The Union Ministry for Home Affairs (MHA) has alerted three southern States after the Communist Party of India(Maoist)’s message at an international conference in Milan on opening up a new war front in the Sahyadri (Western Ghats) border region of Karnataka-Kerala-Tamil Nadu.
The message of the CPI(Maoist) Central Committee at “the International Conference in Solidarity with the people’s war in India” held on September 27 and 28 comes even as the proscribed party admitted that it was “facing heavy odds and losses” in many of its strongholds.
As early as 2011 the CPI(Maoist) had begun operations in Gudalur, Wayanad, Nilambur, Kodaikanal, Udupi, and Dakshina Kannada. This tri-junction became part of their activities following Operation Green Hunt by the Central Reserve Police Force against Naxalites in the Dandakaranya area in Chhattisgarh, Odisha, and Andhra Pradesh.
Intelligence agencies attribute the 15-page message from the CPI(Maoist) to efforts at garnering support in European countries in spite of New Delhi’s caution.
A similar conference was held in Hamburg, Germany, in November 2012.
The League Against Imperialist Aggression had then organised the conference coinciding with the first death anniversary of Maoist leader Mallojula Koteshwara Rao aka Kishenji who was killed in an encounter in West Bengal.
Incidentally an MHA annual report for 2013-14 fails to mention the Maoist threat in any of the Southern States. However, it says that the front organisations of the Left Wing Extremists (LWE) are active in 20 States in the country.
The Maoists continued to remain the most dominant and violent LWE groups, accounting for more than 80 per cent of the violence and killing.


■ Aim of the exercise: Go through the lines below and count those that contain "perspective"; the number is all that should be returned.

Study material: Begin

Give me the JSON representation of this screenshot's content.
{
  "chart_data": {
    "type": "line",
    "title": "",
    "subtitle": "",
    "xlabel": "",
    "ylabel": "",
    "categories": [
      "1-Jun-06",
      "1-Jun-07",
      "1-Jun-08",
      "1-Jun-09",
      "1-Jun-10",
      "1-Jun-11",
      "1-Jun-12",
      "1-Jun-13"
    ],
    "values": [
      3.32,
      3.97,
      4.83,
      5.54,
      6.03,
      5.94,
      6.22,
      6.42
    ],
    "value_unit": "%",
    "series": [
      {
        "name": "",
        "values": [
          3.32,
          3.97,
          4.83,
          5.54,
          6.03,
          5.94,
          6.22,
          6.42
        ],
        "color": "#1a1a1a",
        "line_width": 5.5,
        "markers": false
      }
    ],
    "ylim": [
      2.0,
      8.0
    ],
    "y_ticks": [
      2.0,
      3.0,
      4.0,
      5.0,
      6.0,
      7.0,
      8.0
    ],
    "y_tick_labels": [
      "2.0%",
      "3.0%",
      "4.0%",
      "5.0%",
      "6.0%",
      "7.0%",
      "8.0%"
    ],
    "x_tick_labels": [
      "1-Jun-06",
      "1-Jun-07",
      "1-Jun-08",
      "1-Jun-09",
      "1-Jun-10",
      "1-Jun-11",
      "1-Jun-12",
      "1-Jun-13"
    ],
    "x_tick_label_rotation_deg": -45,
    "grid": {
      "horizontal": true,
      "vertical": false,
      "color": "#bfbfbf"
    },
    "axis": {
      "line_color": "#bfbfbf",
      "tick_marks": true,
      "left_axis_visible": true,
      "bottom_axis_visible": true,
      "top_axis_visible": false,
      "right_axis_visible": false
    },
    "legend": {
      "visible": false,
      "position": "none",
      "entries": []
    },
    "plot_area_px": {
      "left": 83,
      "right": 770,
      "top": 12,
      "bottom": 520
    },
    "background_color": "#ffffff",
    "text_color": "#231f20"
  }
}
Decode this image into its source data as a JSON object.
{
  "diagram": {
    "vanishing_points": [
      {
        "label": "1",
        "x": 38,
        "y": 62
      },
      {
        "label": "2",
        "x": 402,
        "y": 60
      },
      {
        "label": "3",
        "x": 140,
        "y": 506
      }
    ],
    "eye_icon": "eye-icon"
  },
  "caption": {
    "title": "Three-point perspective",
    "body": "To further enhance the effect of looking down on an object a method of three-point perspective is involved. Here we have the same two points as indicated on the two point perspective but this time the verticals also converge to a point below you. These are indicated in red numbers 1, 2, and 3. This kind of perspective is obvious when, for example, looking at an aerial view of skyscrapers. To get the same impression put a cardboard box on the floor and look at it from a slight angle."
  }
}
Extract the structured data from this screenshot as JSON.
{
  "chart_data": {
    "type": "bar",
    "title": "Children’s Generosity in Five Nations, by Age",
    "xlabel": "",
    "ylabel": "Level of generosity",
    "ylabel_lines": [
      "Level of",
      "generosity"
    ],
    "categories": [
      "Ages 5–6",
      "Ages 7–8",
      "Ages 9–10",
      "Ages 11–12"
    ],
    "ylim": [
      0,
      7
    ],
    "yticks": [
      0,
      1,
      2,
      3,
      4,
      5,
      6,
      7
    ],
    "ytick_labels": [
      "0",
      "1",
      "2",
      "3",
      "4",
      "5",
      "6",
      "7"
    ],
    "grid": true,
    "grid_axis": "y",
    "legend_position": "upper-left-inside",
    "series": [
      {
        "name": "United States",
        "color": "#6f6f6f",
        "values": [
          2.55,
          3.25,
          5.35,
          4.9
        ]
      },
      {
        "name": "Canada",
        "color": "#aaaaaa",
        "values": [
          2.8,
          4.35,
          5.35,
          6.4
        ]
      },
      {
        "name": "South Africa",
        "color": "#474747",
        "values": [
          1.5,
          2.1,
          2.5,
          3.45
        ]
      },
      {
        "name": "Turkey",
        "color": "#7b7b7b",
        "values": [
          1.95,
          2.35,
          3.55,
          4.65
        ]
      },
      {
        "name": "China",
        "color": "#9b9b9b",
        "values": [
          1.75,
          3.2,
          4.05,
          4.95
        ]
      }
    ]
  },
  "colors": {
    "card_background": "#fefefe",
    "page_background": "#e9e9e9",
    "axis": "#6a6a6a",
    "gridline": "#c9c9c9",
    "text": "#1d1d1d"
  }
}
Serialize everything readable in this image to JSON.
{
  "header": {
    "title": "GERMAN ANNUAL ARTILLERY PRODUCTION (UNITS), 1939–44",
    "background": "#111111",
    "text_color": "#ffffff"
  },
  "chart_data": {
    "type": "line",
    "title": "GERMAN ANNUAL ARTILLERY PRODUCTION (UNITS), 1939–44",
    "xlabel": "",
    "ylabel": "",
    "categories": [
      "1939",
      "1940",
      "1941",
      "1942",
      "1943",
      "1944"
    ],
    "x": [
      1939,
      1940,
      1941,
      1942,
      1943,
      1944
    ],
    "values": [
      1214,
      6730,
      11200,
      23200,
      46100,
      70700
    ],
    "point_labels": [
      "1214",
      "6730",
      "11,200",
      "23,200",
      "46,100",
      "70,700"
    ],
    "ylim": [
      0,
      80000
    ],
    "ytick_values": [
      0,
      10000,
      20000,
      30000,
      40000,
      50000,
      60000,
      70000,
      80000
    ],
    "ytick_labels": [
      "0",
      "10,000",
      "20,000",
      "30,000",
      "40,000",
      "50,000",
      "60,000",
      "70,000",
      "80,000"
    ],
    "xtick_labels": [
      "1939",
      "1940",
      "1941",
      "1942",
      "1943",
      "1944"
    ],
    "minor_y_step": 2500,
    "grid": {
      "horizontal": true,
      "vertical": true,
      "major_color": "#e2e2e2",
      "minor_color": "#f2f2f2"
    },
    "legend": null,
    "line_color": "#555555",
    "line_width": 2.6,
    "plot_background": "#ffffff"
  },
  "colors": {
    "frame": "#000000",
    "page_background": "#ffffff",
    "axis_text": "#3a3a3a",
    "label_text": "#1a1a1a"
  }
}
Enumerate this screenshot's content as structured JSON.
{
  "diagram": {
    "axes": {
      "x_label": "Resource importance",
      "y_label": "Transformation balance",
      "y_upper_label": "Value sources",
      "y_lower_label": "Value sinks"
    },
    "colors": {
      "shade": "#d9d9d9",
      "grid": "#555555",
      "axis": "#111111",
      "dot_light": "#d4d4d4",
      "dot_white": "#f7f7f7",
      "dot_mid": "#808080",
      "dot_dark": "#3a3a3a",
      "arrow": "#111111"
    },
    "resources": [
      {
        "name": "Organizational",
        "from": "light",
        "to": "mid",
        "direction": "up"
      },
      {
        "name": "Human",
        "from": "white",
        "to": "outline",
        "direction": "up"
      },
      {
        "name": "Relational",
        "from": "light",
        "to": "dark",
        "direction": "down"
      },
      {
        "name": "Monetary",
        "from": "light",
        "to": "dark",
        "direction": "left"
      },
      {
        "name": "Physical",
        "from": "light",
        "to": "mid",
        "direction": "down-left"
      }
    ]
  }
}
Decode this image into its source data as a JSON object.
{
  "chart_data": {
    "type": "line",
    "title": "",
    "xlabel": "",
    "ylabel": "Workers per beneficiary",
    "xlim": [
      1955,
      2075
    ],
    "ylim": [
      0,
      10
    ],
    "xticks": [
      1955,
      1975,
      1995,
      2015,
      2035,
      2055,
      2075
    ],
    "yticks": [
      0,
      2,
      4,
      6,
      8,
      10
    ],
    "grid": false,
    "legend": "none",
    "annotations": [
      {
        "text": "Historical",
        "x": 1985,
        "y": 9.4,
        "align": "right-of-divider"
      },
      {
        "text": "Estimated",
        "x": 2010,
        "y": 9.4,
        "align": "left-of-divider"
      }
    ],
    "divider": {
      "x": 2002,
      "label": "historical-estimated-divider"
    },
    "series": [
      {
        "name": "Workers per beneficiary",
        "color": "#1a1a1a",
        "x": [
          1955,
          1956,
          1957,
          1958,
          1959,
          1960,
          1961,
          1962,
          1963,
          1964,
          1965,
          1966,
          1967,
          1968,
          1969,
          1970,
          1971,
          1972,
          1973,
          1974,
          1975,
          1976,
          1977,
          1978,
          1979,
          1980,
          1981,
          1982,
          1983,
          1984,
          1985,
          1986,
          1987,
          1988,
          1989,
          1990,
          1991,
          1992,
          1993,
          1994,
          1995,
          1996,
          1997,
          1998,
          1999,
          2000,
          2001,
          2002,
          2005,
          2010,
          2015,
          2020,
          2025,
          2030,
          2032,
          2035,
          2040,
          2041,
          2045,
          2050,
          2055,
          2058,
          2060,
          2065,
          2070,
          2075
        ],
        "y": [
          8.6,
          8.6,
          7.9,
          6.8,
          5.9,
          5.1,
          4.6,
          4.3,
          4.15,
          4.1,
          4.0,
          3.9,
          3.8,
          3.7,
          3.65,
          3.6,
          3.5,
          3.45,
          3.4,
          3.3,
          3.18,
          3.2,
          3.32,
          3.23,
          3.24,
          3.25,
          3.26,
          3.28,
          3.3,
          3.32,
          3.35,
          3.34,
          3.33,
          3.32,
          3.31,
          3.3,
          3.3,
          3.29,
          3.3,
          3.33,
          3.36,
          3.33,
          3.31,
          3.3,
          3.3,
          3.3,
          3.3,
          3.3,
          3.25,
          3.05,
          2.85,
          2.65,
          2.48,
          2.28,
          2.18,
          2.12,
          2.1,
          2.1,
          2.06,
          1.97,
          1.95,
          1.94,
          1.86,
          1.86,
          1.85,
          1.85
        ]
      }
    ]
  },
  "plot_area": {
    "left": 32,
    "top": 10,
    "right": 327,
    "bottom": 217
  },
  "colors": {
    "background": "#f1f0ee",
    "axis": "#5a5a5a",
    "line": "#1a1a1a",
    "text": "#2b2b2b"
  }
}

Study material: End

■ Answer box: 2